Memorizing the Vedic texts, a key skill of the brahmins, was so difficult that they sometimes asked the Buddha for advice (AN 5.193:8.4). Details on the gradual memorization of texts are found at Bu Pc 4:2.1.7. Texts were learned by line (teacher and student start and finish together), by going after the line (one starts, they finish together), by going after the syllable (the teacher prompts with the first syllable of the line), and by phrase (the teacher says the first phrase, the student the second).

Archery (issattha) is regularly listed as a craft or livelihood (MN 14:7.3), which took skill in training (SN 56.45:1.3), and to which a mendicant is compared (AN 4.196:10.3).

The complexities of accounting are detailed in Kauṭilya’s Arthaśāstra 2.7. There, the “accounts” are called gāṇanikya (2.7.16).

The method of listing things up to tens is the framework of the Dasuttarasutta (DN 34). More generally, it seems to underlie the “aṅguttara principle” of organizing teachings by number.

See MN 65:33.1.

The “trainee” (sekha) in the strict sense is restricted to those who have entered the ranks of the Noble Ones (ariyapuggala) through the realization of the four noble truths (eg. SN 48.53:3.1); that is to say, the seven Noble Ones excluding the arahant, who is an “adept” beyond training (asekha). However, in cases such as this it would be over-strict to insist that the teaching applies only to Noble Ones, as the Gradual Training is the recommended practice for all new monastics. Indeed, the burden of the text is to show how practice is taken up gradually, so above it says that this is how the Buddha “first guides them” (paṭhamaṁ evaṁ vineti, MN 107:3.3). This agrees with the Chinese parallel, which here mentions a “young monk” (MA 144 at T i 652a29). Late canonical Pali texts introduce the idea of the “ordinary person of good character” (puthujjanakalyāṇaka, eg. Cnd 8:81.2, Ps 1.1:206.2), who is said to “train” like the trainees (Pvr 1.1:3.46). The commentaries say they may be counted along with the seven Noble Ones as a “trainee” (sekkhoti puthujjanakalyāṇakena saddhiṁ satta ariyā, commentaries to Pārājika 1 and Jhānavibhaṅga).

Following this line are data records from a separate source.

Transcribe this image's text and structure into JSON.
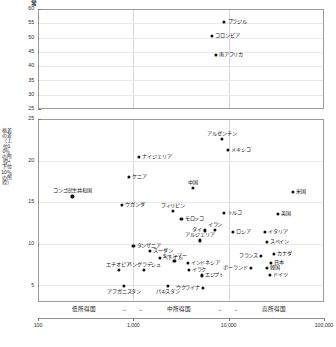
{
  "figure": {
    "corner_mark": "常",
    "background": "#ffffff",
    "point_color": "#111111",
    "frame_color": "#9b9b9b",
    "grid_color": "#d8d8d8"
  },
  "chart_data": {
    "type": "scatter",
    "title": "",
    "xlabel": "",
    "ylabel": "格差の差（上位10％の所得÷下位10％の所得）",
    "xscale": "log",
    "xlim": [
      100,
      100000
    ],
    "xticks": [
      100,
      1000,
      10000,
      100000
    ],
    "xtick_labels": [
      "100",
      "1,000",
      "10,000",
      "100,000"
    ],
    "grid": true,
    "legend": "none",
    "panels": [
      {
        "name": "upper-panel",
        "ylim": [
          25,
          60
        ],
        "yticks": [
          25,
          30,
          35,
          40,
          45,
          50,
          55,
          60
        ],
        "ytick_labels": [
          "25",
          "30",
          "35",
          "40",
          "45",
          "50",
          "55",
          "60"
        ],
        "points": [
          {
            "label": "ブラジル",
            "x": 9000,
            "y": 55.5,
            "label_pos": "right"
          },
          {
            "label": "コロンビア",
            "x": 6700,
            "y": 50.5,
            "label_pos": "right"
          },
          {
            "label": "南アフリカ",
            "x": 7300,
            "y": 44.0,
            "label_pos": "right"
          }
        ]
      },
      {
        "name": "lower-panel",
        "ylim": [
          3,
          25
        ],
        "yticks": [
          5,
          10,
          15,
          20,
          25
        ],
        "ytick_labels": [
          "5",
          "10",
          "15",
          "20",
          "25"
        ],
        "points": [
          {
            "label": "アルゼンチン",
            "x": 8500,
            "y": 22.6,
            "label_pos": "above"
          },
          {
            "label": "メキシコ",
            "x": 9800,
            "y": 21.3,
            "label_pos": "right"
          },
          {
            "label": "ナイジェリア",
            "x": 1150,
            "y": 20.4,
            "label_pos": "right"
          },
          {
            "label": "ケニア",
            "x": 900,
            "y": 18.0,
            "label_pos": "right"
          },
          {
            "label": "中国",
            "x": 4200,
            "y": 16.7,
            "label_pos": "above"
          },
          {
            "label": "米国",
            "x": 47000,
            "y": 16.2,
            "label_pos": "right"
          },
          {
            "label": "コンゴ民主共和国",
            "x": 230,
            "y": 15.7,
            "label_pos": "above"
          },
          {
            "label": "ウガンダ",
            "x": 760,
            "y": 14.7,
            "label_pos": "right"
          },
          {
            "label": "フィリピン",
            "x": 2600,
            "y": 14.0,
            "label_pos": "above"
          },
          {
            "label": "トルコ",
            "x": 9000,
            "y": 13.7,
            "label_pos": "right"
          },
          {
            "label": "英国",
            "x": 33000,
            "y": 13.6,
            "label_pos": "right"
          },
          {
            "label": "モロッコ",
            "x": 3200,
            "y": 13.0,
            "label_pos": "right"
          },
          {
            "label": "タイ",
            "x": 5600,
            "y": 11.6,
            "label_pos": "left"
          },
          {
            "label": "イラン",
            "x": 7200,
            "y": 11.7,
            "label_pos": "above"
          },
          {
            "label": "ロシア",
            "x": 11000,
            "y": 11.4,
            "label_pos": "right"
          },
          {
            "label": "イタリア",
            "x": 24000,
            "y": 11.4,
            "label_pos": "right"
          },
          {
            "label": "アルジェリア",
            "x": 5000,
            "y": 10.4,
            "label_pos": "above"
          },
          {
            "label": "スペイン",
            "x": 25000,
            "y": 10.2,
            "label_pos": "right"
          },
          {
            "label": "タンザニア",
            "x": 1000,
            "y": 9.7,
            "label_pos": "right"
          },
          {
            "label": "スーダン",
            "x": 1500,
            "y": 9.1,
            "label_pos": "right"
          },
          {
            "label": "カナダ",
            "x": 30000,
            "y": 8.8,
            "label_pos": "right"
          },
          {
            "label": "フランス",
            "x": 22000,
            "y": 8.5,
            "label_pos": "left"
          },
          {
            "label": "ベトナム",
            "x": 1900,
            "y": 8.3,
            "label_pos": "right"
          },
          {
            "label": "ミャンマー",
            "x": 2700,
            "y": 7.9,
            "label_pos": "above"
          },
          {
            "label": "インドネシア",
            "x": 3700,
            "y": 7.7,
            "label_pos": "right"
          },
          {
            "label": "日本",
            "x": 28000,
            "y": 7.7,
            "label_pos": "right"
          },
          {
            "label": "ポーランド",
            "x": 17000,
            "y": 7.1,
            "label_pos": "left"
          },
          {
            "label": "韓国",
            "x": 25000,
            "y": 7.1,
            "label_pos": "right"
          },
          {
            "label": "エチオピア",
            "x": 700,
            "y": 6.9,
            "label_pos": "above"
          },
          {
            "label": "バングラデシュ",
            "x": 1300,
            "y": 6.9,
            "label_pos": "above"
          },
          {
            "label": "イラク",
            "x": 3800,
            "y": 6.9,
            "label_pos": "right"
          },
          {
            "label": "ドイツ",
            "x": 27000,
            "y": 6.3,
            "label_pos": "right"
          },
          {
            "label": "エジプト",
            "x": 5200,
            "y": 6.2,
            "label_pos": "right"
          },
          {
            "label": "アフガニスタン",
            "x": 800,
            "y": 4.9,
            "label_pos": "below"
          },
          {
            "label": "パキスタン",
            "x": 2300,
            "y": 4.9,
            "label_pos": "below"
          },
          {
            "label": "ウクライナ",
            "x": 5400,
            "y": 4.7,
            "label_pos": "left"
          }
        ]
      }
    ],
    "income_bands": [
      {
        "label": "低所得国",
        "arrow_right": "→",
        "arrow_left": "←"
      },
      {
        "label": "中所得国",
        "arrow_right": "→",
        "arrow_left": "←"
      },
      {
        "label": "高所得国",
        "arrow_right": "",
        "arrow_left": ""
      }
    ]
  }
}
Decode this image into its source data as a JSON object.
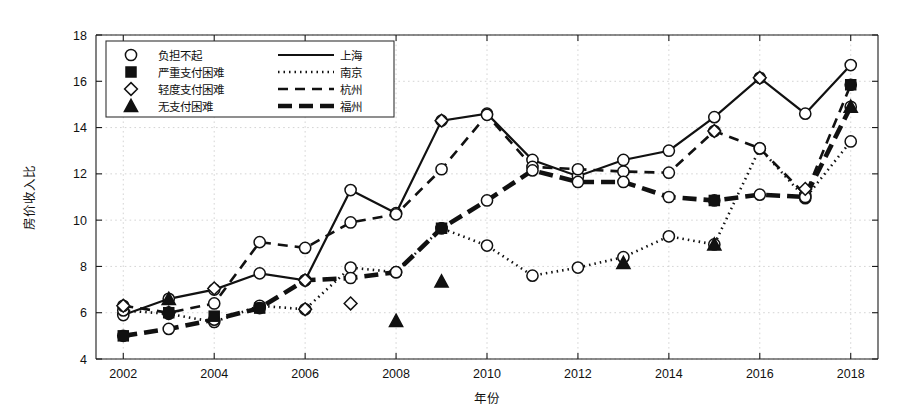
{
  "figure": {
    "background": "#ffffff",
    "foreground": "#111111",
    "gridline_color": "#c9c9c9"
  },
  "axes": {
    "x_title": "年份",
    "y_title": "房价收入比",
    "x_ticks": [
      "2002",
      "2004",
      "2006",
      "2008",
      "2010",
      "2012",
      "2014",
      "2016",
      "2018"
    ],
    "y_ticks": [
      "4",
      "6",
      "8",
      "10",
      "12",
      "14",
      "16",
      "18"
    ],
    "xlim": [
      2001.4,
      2018.6
    ],
    "ylim": [
      4,
      18
    ],
    "grid": true
  },
  "legend": {
    "position": "top-left",
    "rows": [
      {
        "marker": "circle-open-icon",
        "marker_label": "负担不起",
        "line": "solid",
        "line_label": "上海"
      },
      {
        "marker": "square-filled-icon",
        "marker_label": "严重支付困难",
        "line": "dotted",
        "line_label": "南京"
      },
      {
        "marker": "diamond-open-icon",
        "marker_label": "轻度支付困难",
        "line": "dashed",
        "line_label": "杭州"
      },
      {
        "marker": "triangle-filled-icon",
        "marker_label": "无支付困难",
        "line": "thick-solid",
        "line_label": "福州"
      }
    ]
  },
  "chart_data": {
    "type": "line",
    "title": "",
    "xlabel": "年份",
    "ylabel": "房价收入比",
    "xlim": [
      2001.4,
      2018.6
    ],
    "ylim": [
      4,
      18
    ],
    "x": [
      2002,
      2003,
      2004,
      2005,
      2006,
      2007,
      2008,
      2009,
      2010,
      2011,
      2012,
      2013,
      2014,
      2015,
      2016,
      2017,
      2018
    ],
    "series": [
      {
        "name": "上海",
        "line_style": "solid",
        "marker": "circle-open",
        "legend_category": "负担不起",
        "values": [
          5.9,
          6.6,
          7.0,
          7.7,
          7.4,
          11.3,
          10.3,
          14.3,
          14.6,
          12.6,
          11.9,
          12.6,
          13.0,
          14.45,
          16.15,
          14.6,
          16.7
        ]
      },
      {
        "name": "南京",
        "line_style": "dotted",
        "marker": "circle-open",
        "legend_category": "严重支付困难",
        "values": [
          6.1,
          5.95,
          5.6,
          6.3,
          6.15,
          7.95,
          7.75,
          9.65,
          8.9,
          7.6,
          7.95,
          8.4,
          9.3,
          8.95,
          13.1,
          10.95,
          13.4
        ]
      },
      {
        "name": "杭州",
        "line_style": "dashed",
        "marker": "circle-open",
        "legend_category": "轻度支付困难",
        "values": [
          6.3,
          6.0,
          6.4,
          9.05,
          8.8,
          9.9,
          10.25,
          12.2,
          14.55,
          12.3,
          12.2,
          12.1,
          12.05,
          13.85,
          13.1,
          11.1,
          15.85
        ]
      },
      {
        "name": "福州",
        "line_style": "thick-solid",
        "marker": "circle-open",
        "legend_category": "无支付困难",
        "values": [
          5.0,
          5.3,
          5.7,
          6.2,
          7.4,
          7.5,
          7.75,
          9.65,
          10.85,
          12.15,
          11.65,
          11.65,
          11.0,
          10.85,
          11.1,
          11.0,
          14.9
        ]
      }
    ],
    "marker_overlays": [
      {
        "marker": "diamond-open",
        "x": 2002,
        "y": 6.3
      },
      {
        "marker": "diamond-open",
        "x": 2003,
        "y": 6.0
      },
      {
        "marker": "diamond-open",
        "x": 2004,
        "y": 7.05
      },
      {
        "marker": "diamond-open",
        "x": 2006,
        "y": 7.4
      },
      {
        "marker": "diamond-open",
        "x": 2006,
        "y": 6.15
      },
      {
        "marker": "diamond-open",
        "x": 2007,
        "y": 6.4
      },
      {
        "marker": "diamond-open",
        "x": 2009,
        "y": 14.3
      },
      {
        "marker": "diamond-open",
        "x": 2015,
        "y": 13.85
      },
      {
        "marker": "diamond-open",
        "x": 2016,
        "y": 16.15
      },
      {
        "marker": "diamond-open",
        "x": 2017,
        "y": 11.35
      },
      {
        "marker": "square-filled",
        "x": 2002,
        "y": 5.0
      },
      {
        "marker": "square-filled",
        "x": 2003,
        "y": 6.0
      },
      {
        "marker": "square-filled",
        "x": 2004,
        "y": 5.85
      },
      {
        "marker": "square-filled",
        "x": 2005,
        "y": 6.2
      },
      {
        "marker": "square-filled",
        "x": 2009,
        "y": 9.65
      },
      {
        "marker": "square-filled",
        "x": 2015,
        "y": 10.85
      },
      {
        "marker": "square-filled",
        "x": 2018,
        "y": 15.85
      },
      {
        "marker": "triangle-filled",
        "x": 2003,
        "y": 6.6
      },
      {
        "marker": "triangle-filled",
        "x": 2008,
        "y": 5.65
      },
      {
        "marker": "triangle-filled",
        "x": 2009,
        "y": 7.35
      },
      {
        "marker": "triangle-filled",
        "x": 2013,
        "y": 8.15
      },
      {
        "marker": "triangle-filled",
        "x": 2015,
        "y": 8.95
      },
      {
        "marker": "triangle-filled",
        "x": 2018,
        "y": 14.9
      }
    ]
  }
}
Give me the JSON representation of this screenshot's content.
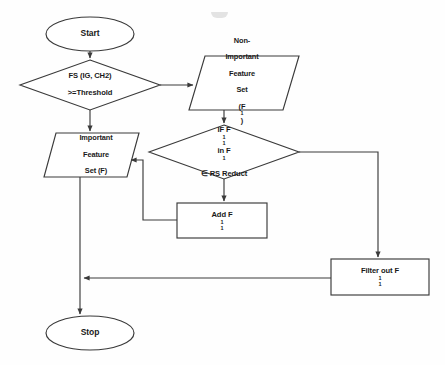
{
  "diagram": {
    "type": "flowchart",
    "stroke_color": "#3a3a3a",
    "text_color": "#1a1a1a",
    "background_color": "#fefefe"
  },
  "nodes": {
    "start": {
      "label": "Start",
      "shape": "terminator"
    },
    "decision_threshold": {
      "line1": "FS (IG, CH2)",
      "line2": ">=Threshold",
      "shape": "decision"
    },
    "non_important_set": {
      "line1": "Non-",
      "line2": "Important",
      "line3": "Feature",
      "line4": "Set",
      "line5": "(F",
      "line5_sup": "1",
      "line5_end": ")",
      "shape": "data-parallelogram"
    },
    "important_set": {
      "line1": "Important",
      "line2": "Feature",
      "line3": "Set (F)",
      "shape": "data-parallelogram"
    },
    "decision_reduct": {
      "line1_a": "IF F",
      "line1_sub": "1",
      "line1_sup": "1",
      "line1_b": " in F",
      "line1_sup2": "1",
      "line2": "∈ RS Reduct",
      "shape": "decision"
    },
    "add_feature": {
      "text_a": "Add F",
      "sub": "1",
      "sup": "1",
      "shape": "process"
    },
    "filter_feature": {
      "text_a": "Filter out F",
      "sub": "1",
      "sup": "1",
      "shape": "process"
    },
    "stop": {
      "label": "Stop",
      "shape": "terminator"
    }
  },
  "edges": [
    {
      "name": "start-to-decision-threshold",
      "from": "start",
      "to": "decision_threshold"
    },
    {
      "name": "decision-threshold-to-non-important",
      "from": "decision_threshold",
      "to": "non_important_set"
    },
    {
      "name": "decision-threshold-to-important",
      "from": "decision_threshold",
      "to": "important_set"
    },
    {
      "name": "non-important-to-decision-reduct",
      "from": "non_important_set",
      "to": "decision_reduct"
    },
    {
      "name": "decision-reduct-to-add",
      "from": "decision_reduct",
      "to": "add_feature"
    },
    {
      "name": "decision-reduct-to-filter",
      "from": "decision_reduct",
      "to": "filter_feature"
    },
    {
      "name": "add-to-important",
      "from": "add_feature",
      "to": "important_set"
    },
    {
      "name": "filter-to-stop-path",
      "from": "filter_feature",
      "to": "stop"
    },
    {
      "name": "important-to-stop",
      "from": "important_set",
      "to": "stop"
    }
  ]
}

Chāndogya Upaniṣad 6.14.1–2 illustrates the role of a teacher with the story of a man kidnapped, blindfolded, and abandoned in a wilderness. A kind person looses his bandage and shows him the way to Gandhāra. See too Śatapatha Brāhmaṇa 13.2.3–2, where the horse knows the way to heaven that humans do not, like one who knows the country.

Pacchāmukha means “heading west”. The present sutta is set in Sāvatthī, so for someone wanting to get to Rājagaha in the south-east, west is the wrong way. The word also appears at Thag 10.1:3.4 of the Buddha crossing the Rohiṇī river, which runs north to south; the background story says he was coming from Rājagaha, which again implies he was heading west from Koliya to Sakya.

The one who “shows (or explains) the way” is also discussed at Snp 1.5:3.3, along with other good and bad ascetics. See too Dhp 276:2, “the Realized Ones show the way” (akkhātāro tathāgatā).

Also at MN 5:32.1.

Traducciones [28]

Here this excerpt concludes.